Deep Learning Model:
The classification was achieved by introducing Machine Learning in the initial months and followed by Deep Learning algorithms into our Selenium, Appium automation tests. Our major classification was based on the failed test cases: Script, Data, Environment, and Application Under Test and that internally had hundreds of sub-classifications.
To overcome this problem, we started to build and train an AI using Deep Learning, which simulates a human to categorize the test case result suite. Based on the test result failure for each test, the AI model would predict an outcome through API, categorizes and prioritize on the scale of 0 to 1. Based on the prediction model, the algorithm takes appropriate response actions on those test cases that are failed like re-run test again or run for different capabilities. We kick-started this by gathering the historical data set of 1.6 million records, which was collected over a 12 months period, data including the behavior of the test case execution and the resulting suite.
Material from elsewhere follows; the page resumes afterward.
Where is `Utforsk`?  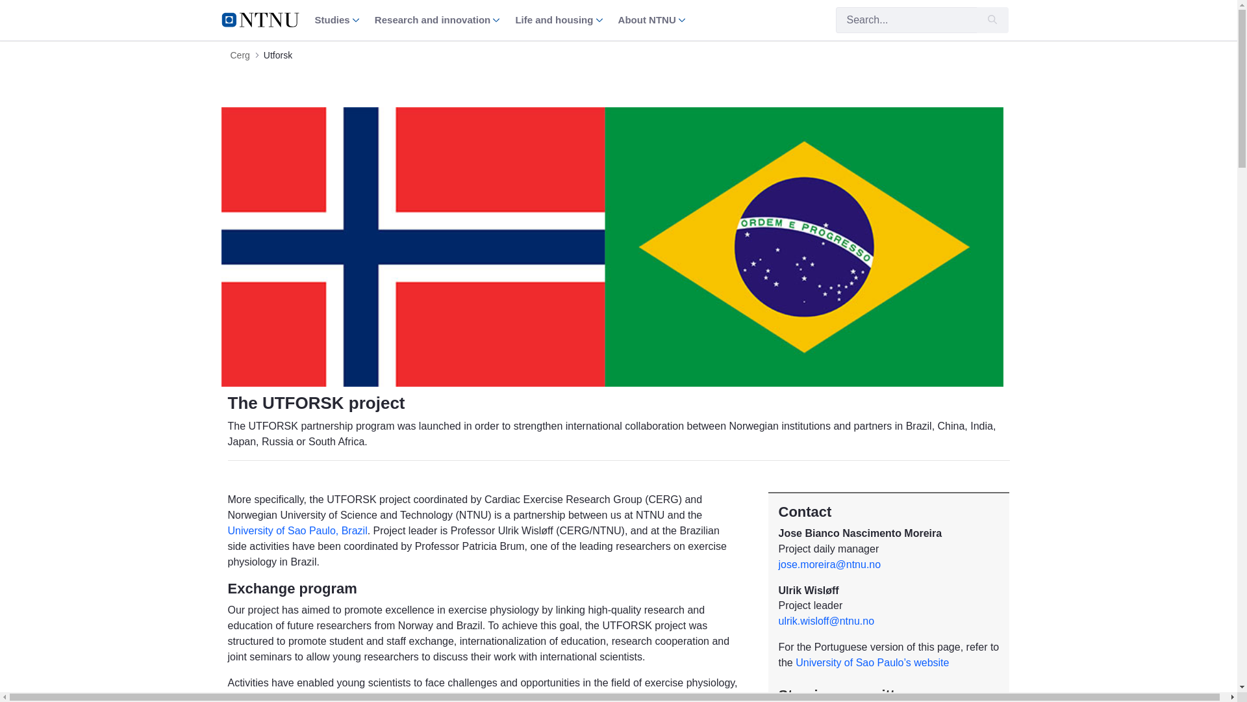 Utforsk is located at coordinates (277, 55).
This Deep Learning-based algorithm has been provided the quality to break down the new defects based on its category, and a classification score is given on a scale of 0-1. We’ve also established a cutoff threshold based on its accuracy of improving, and to group the failed test cases based on its similarity. Classification of the test cases is done in high granularity for sophisticated analysis, and our statistical report states that the classification of the defects has been increased with 87% accuracy over a year. The system has been built based on the feedback adapting models, where for each right classification it will be rewarded and for the wrong, a penalty is given. So whenever receiving a penalty the system will automatically enhance itself for the next execution.
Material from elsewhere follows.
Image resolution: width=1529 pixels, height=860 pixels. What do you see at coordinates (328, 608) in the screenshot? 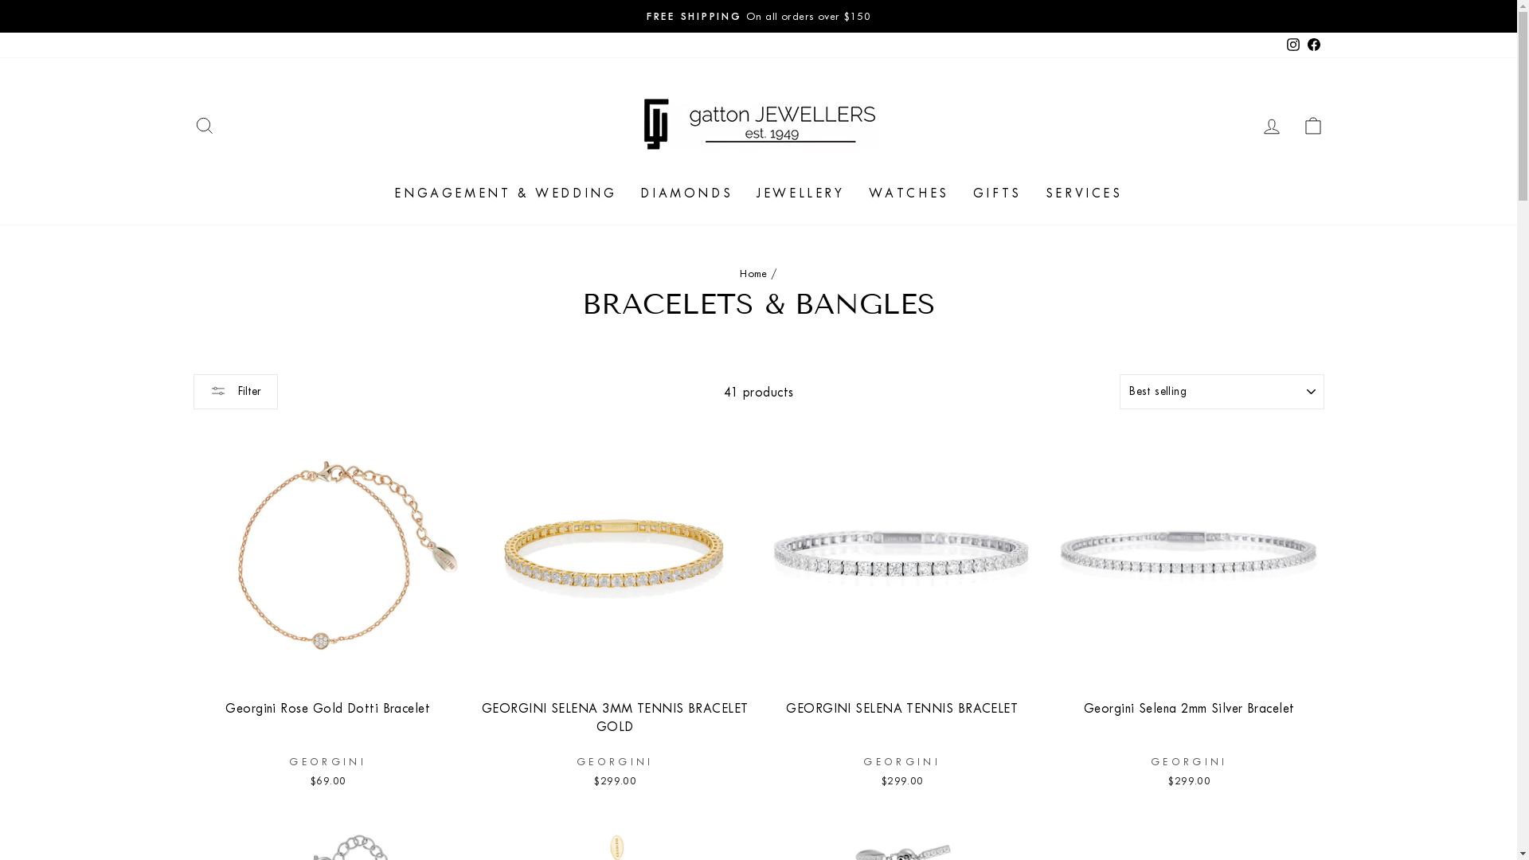
I see `Georgini Rose Gold Dotti Bracelet
GEORGINI
$69.00` at bounding box center [328, 608].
The algorithm has a powerful model for detecting false-positive test results calculated using the snapshot comparisons, test steps count, script execution time and the log messages. Also, the model has been built with other features like – duplicate failure detection, re-try algorithms and defect logging API, etc.
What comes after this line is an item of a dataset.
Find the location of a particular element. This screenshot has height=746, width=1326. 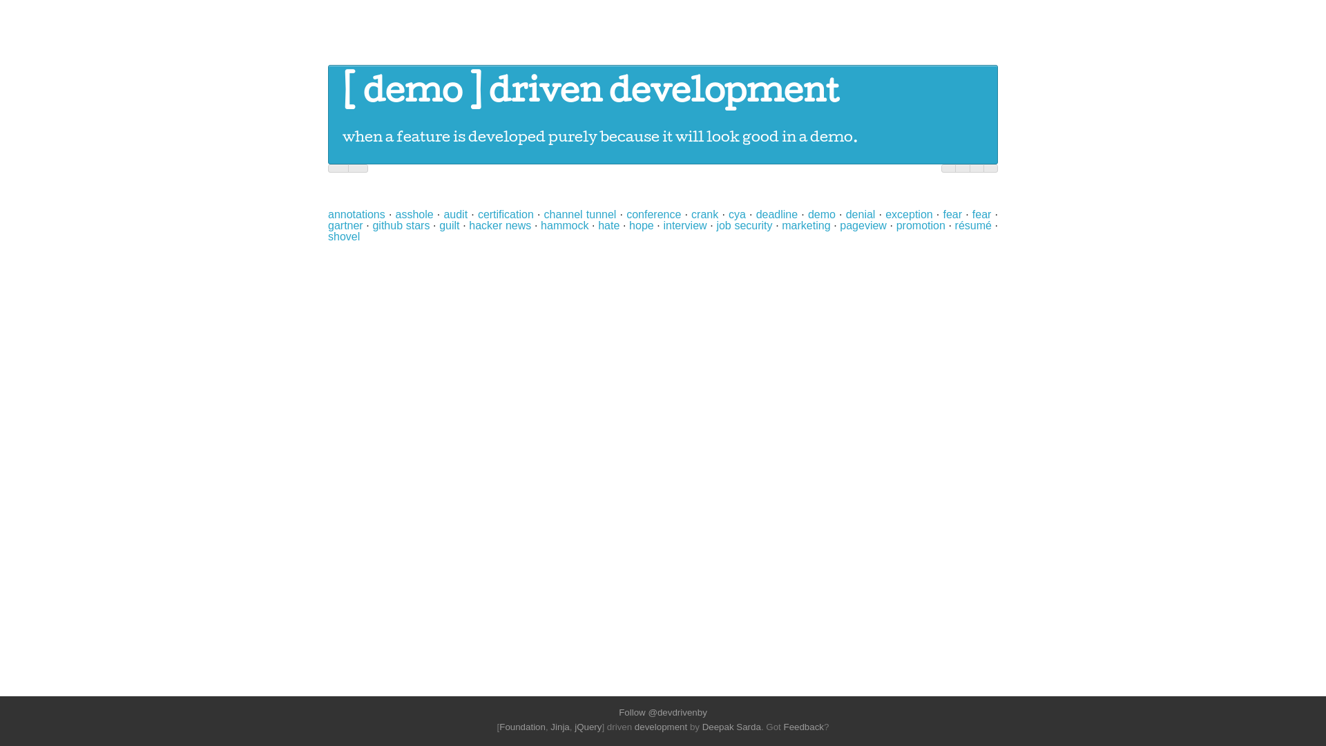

The entire classification system has been packaged and deployed in the cloud where it can be used as a REST service. The application has been built with its own reinforcement learning where it uses the classification score to enhance itself and this is programmed to perform in an inconclusive range.
In sum, this deep learning solution can assist all Selenium testers to classify their test results in no-time and can assist to take next steps automatically and allow team could focus its efforts on new test failures.
Link: https://github.com/testleaf-software/reinforced-selenium-test-execution
-
keyboard_arrow_down
Gopinath Jayakumar / Babu Narayanan Manickam - Selenium Internals in Python Programming - Workshop
Gopinath JayakumarSoftware ArchitectTestLeaf SoftwareBabu Narayanan ManickamDirectorQeagle Assuranceschedule 3 years ago
90 Mins
Workshop
Beginner
Are you keen to know Selenium 4.x(experimental) deeper with internal architecture and workings with its dearest drivers and its API in Python programming? Are you in Selenium with other language bindings and willing to cross-skill in Python to make up for the deep learning/machine learning/data science projects?
If one of the above is yes, this workshop will get your hands dirty with practical exposure with several webdriver commands in modern applications and of course, the course is designed to assist all levels of test automation engineers experience.
In sum, all attendees of this workshop will sign off with a working selenium codebase in python with git repo and best practices to deploy using pytest framework on their projects.